The Pensions Regulator's announcements also remind trustees about integrated risk management.

The Regulator's 2020 annual funding statement is particularly relevant to DB schemes with valuation dates between 22 September 2019 and 21 September 2020 and other schemes undergoing significant changes that require a review of their funding and risk strategies.  It sets out guidance on how to approach the valuation under current conditions and addresses various matters in relation to employer covenant, including assessment and monitoring and the dangers of "covenant leakage" through shareholder distributions and other ways. 

Reporting to the Pensions Regulator
  • Flexible approach: The Pensions Regulator's 9 April update "COVID-19: an update on reporting duties and enforcement activity (9 April)" outlines its more flexible approach to reporting requirements and enforcement in some areas. With some exceptions noted in the update, if a breach will be rectified within a short timeframe (not more than three months) and it does not have a negative impact on savers, there is no need to report. The Regulator will take decisions about whether to take regulatory action on a case-by-case basis. "Notifiable events" under the Pensions Act 2004 still need to be reported.
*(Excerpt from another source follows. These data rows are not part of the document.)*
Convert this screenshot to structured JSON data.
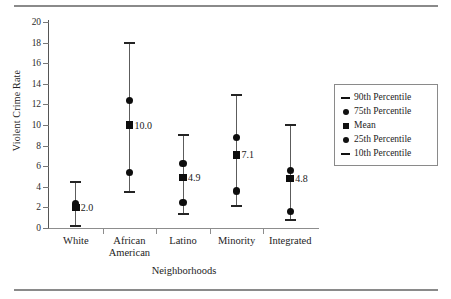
{
  "chart_data": {
    "type": "scatter",
    "title": "",
    "xlabel": "Neighborhoods",
    "ylabel": "Violent Crime Rate",
    "ylim": [
      0,
      20
    ],
    "yticks": [
      0,
      2,
      4,
      6,
      8,
      10,
      12,
      14,
      16,
      18,
      20
    ],
    "grid": false,
    "legend_position": "right",
    "categories": [
      "White",
      "African American",
      "Latino",
      "Minority",
      "Integrated"
    ],
    "category_lines": [
      [
        "White",
        ""
      ],
      [
        "African",
        "American"
      ],
      [
        "Latino",
        ""
      ],
      [
        "Minority",
        ""
      ],
      [
        "Integrated",
        ""
      ]
    ],
    "series": [
      {
        "name": "90th Percentile",
        "marker": "dash",
        "values": [
          4.5,
          18.0,
          9.0,
          12.9,
          10.0
        ]
      },
      {
        "name": "75th Percentile",
        "marker": "circle",
        "values": [
          2.4,
          12.4,
          6.3,
          8.8,
          5.6
        ]
      },
      {
        "name": "Mean",
        "marker": "square",
        "values": [
          2.0,
          10.0,
          4.9,
          7.1,
          4.8
        ]
      },
      {
        "name": "25th Percentile",
        "marker": "circle",
        "values": [
          2.0,
          5.4,
          2.45,
          3.6,
          1.6
        ]
      },
      {
        "name": "10th Percentile",
        "marker": "dash",
        "values": [
          0.2,
          3.5,
          1.35,
          2.15,
          0.75
        ]
      }
    ],
    "mean_labels": [
      "2.0",
      "10.0",
      "4.9",
      "7.1",
      "4.8"
    ],
    "legend": [
      {
        "label": "90th Percentile",
        "marker": "dash"
      },
      {
        "label": "75th Percentile",
        "marker": "circle"
      },
      {
        "label": "Mean",
        "marker": "square"
      },
      {
        "label": "25th Percentile",
        "marker": "circle"
      },
      {
        "label": "10th Percentile",
        "marker": "dash"
      }
    ],
    "colors": {
      "marker": "#0d0d0d",
      "whisker": "#5c5c5c",
      "axis": "#8d8d8d",
      "text": "#232323",
      "background": "#ffffff",
      "rule": "#8a8a8a"
    }
  }
}
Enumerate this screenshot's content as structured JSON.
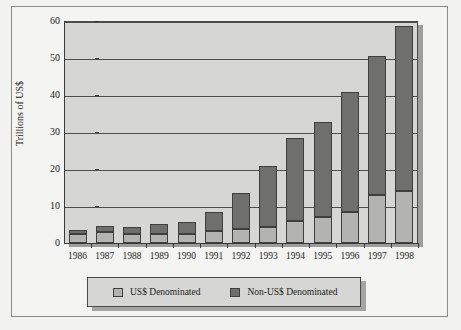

  • DC chair's statements: Here, the Regulator has no enforcement discretion under the regulations but it says "we will continue to impose fines if schemes don't comply with this requirement. However, to ease the burden for schemes, we will not issue penalty notices before 30 June 2020. … We will not be reviewing any chair's statements we receive, for example through master trust submissions or via annual reports and accounts, before 30 June 2020. Any such statements will be returned unread, and not reviewed. This should not be taken as any indication that the statement in question complies with the requirements."
Pension Protection Fund considerations (DB schemes)
  • Possible employer insolvency: The PPF has a publication "Contingency planning for employer insolvency: Important areas for trustees' action". Are you as ready as you could be for the possibility of the scheme sponsor undergoing an insolvency procedure and the scheme entering PPF assessment?

  • Contingent asset certification: With regard to the 31 March 2020 contingent asset certification/recertification deadline, the PPF announced that it would no longer accept any hard copy documentation: there were alternative arrangements for soft copy submission.